The Haymarket production could do without a gun in Othello’s stunning finale ‘Soft you; a word or two before you go’ and there’s also a less reciprocal and less atmospheric duet in the Willow scene when Emilia, Iago’s wife, says of Lodovico (the Venetian emissary), ‘I know a lady in Venice would have walked barefoot to Palestine for a touch of his nether lip.’ Nor do we get the right emphasis in ‘Why, who would not make her husband a / cuckold to make him a monarch? I should venture purgatory for ’t.’ Emilia’s realisation that Othello has killed her mistress is done stridently but not on the note. It is good to have Toby Jones say of Cassio, ‘He hath a daily beauty in his life that makes me ugly.’
And it’s probably true that the Haymarket Othello with David Harewood has more grandeur and more glamour than we’re likely to see elsewhere. Then, of course, there’s the other end of Bourke Street – or perhaps we should say Venice. We’ve discovered Lincoln Lawyer and it’s a glorious thing to see Mickey Haller, the extraordinary defence lawyer (played by Manuel García-Rulfo Lapuente with a supporting cast that includes his two ex-wives, Neve Campbell and Becki Newton, as well as Jazzmine Raycole as his gay girl assistant and driver, plus, in the first season, Christopher Gorham as a very starry game designer).

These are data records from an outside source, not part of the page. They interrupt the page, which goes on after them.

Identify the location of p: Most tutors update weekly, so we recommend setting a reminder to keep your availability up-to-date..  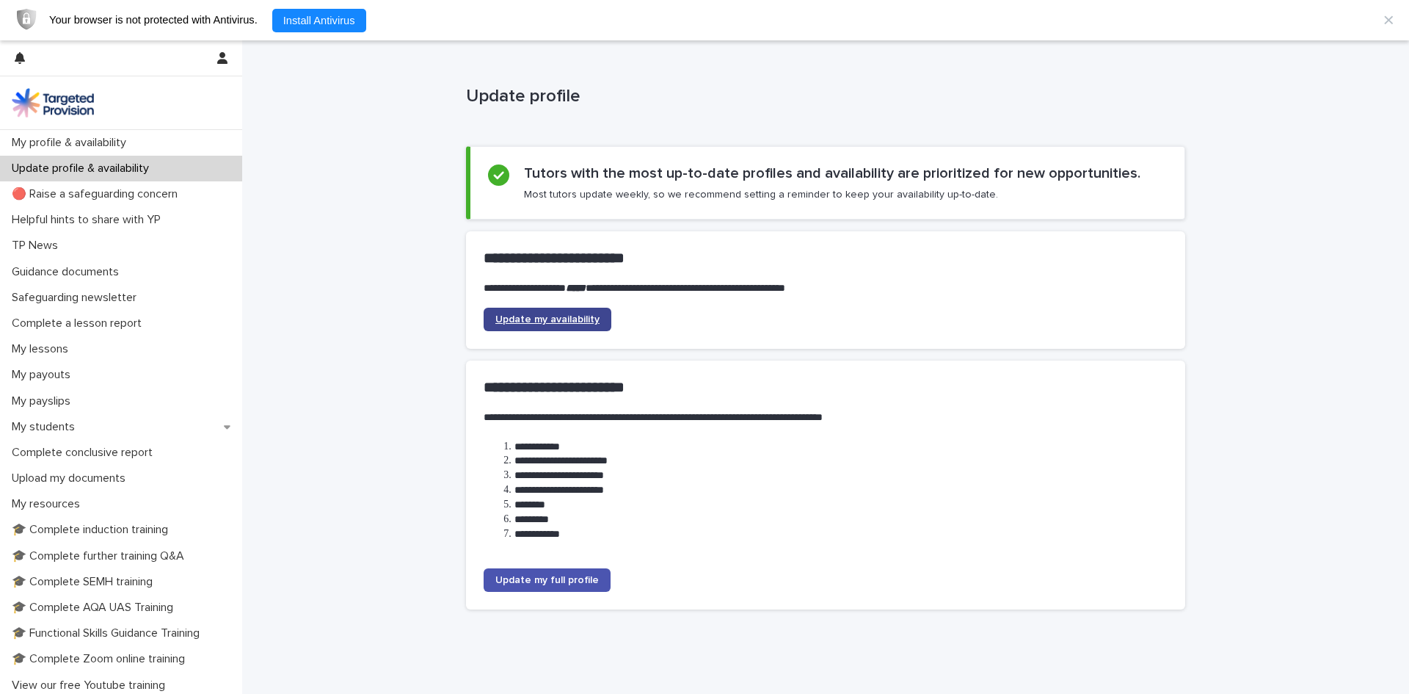
(761, 194).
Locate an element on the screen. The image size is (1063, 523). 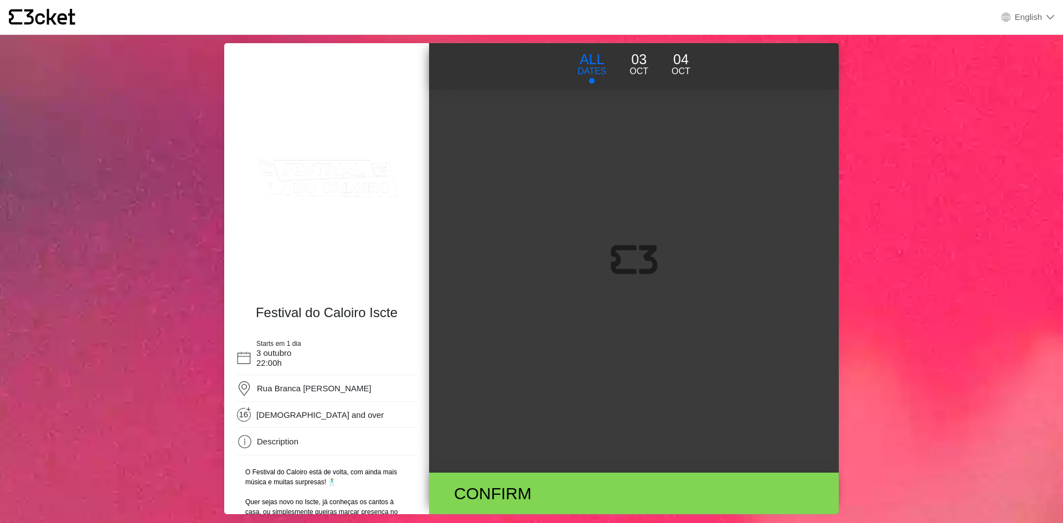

It’s not The Secret Agent with Wagner Moura (nominated for Best Actor), it doesn’t have that kind of compositional masterliness but it’s a swift table-turning show which has a dazzling array of changes.
Then on 20 April in Hamer Hall there is that legendary violinist Pinchas Zukerman playing a selection of Beethoven, Brahms, Elgar and Ben-Haim. Zukerman has made the biggest swag of music with two Grammy Awards and more than hundreds of recordings. Pinchas Zukerman performs on his ‘Dushkin’ Guarnerius del Gesù violin of 1742 and he will be joined by Olga Sitkovetsky at the piano.
It’s interesting to see that Michael Williams will be interviewing David Szalay, the author of Flesh which won the Booker prize this year for that very unusually distinguished novel. Auden said poetry makes nothing happen and Szalay is one of those writers who allows structures to form and momentous things to take shape without intervening interference. The author is a Hungarian Englishman and the interview – which is on at the Athenaeum Theatre on Sunday 10 May – costs $40.
It was easy to miss the Adelaide reading of all eight hours of F. Scott Fitzgerald’s The Great Gatsby by the American actor Scott Shepherd. He does every word of the intensely lyrical and dramatic novel. It was the 100th anniversary of the book’s publication a year ago.
When Robert Redford did Gatsby – for Jack Clayton – he was criticised for looking awkward. He said he had taken a lot of trouble to get that effect.
Got something to add? Join the discussion and comment below.
You might disagree with half of it, but you’ll enjoy reading all of it. Try your first month for free, then just $2 a week for the remainder of your first year.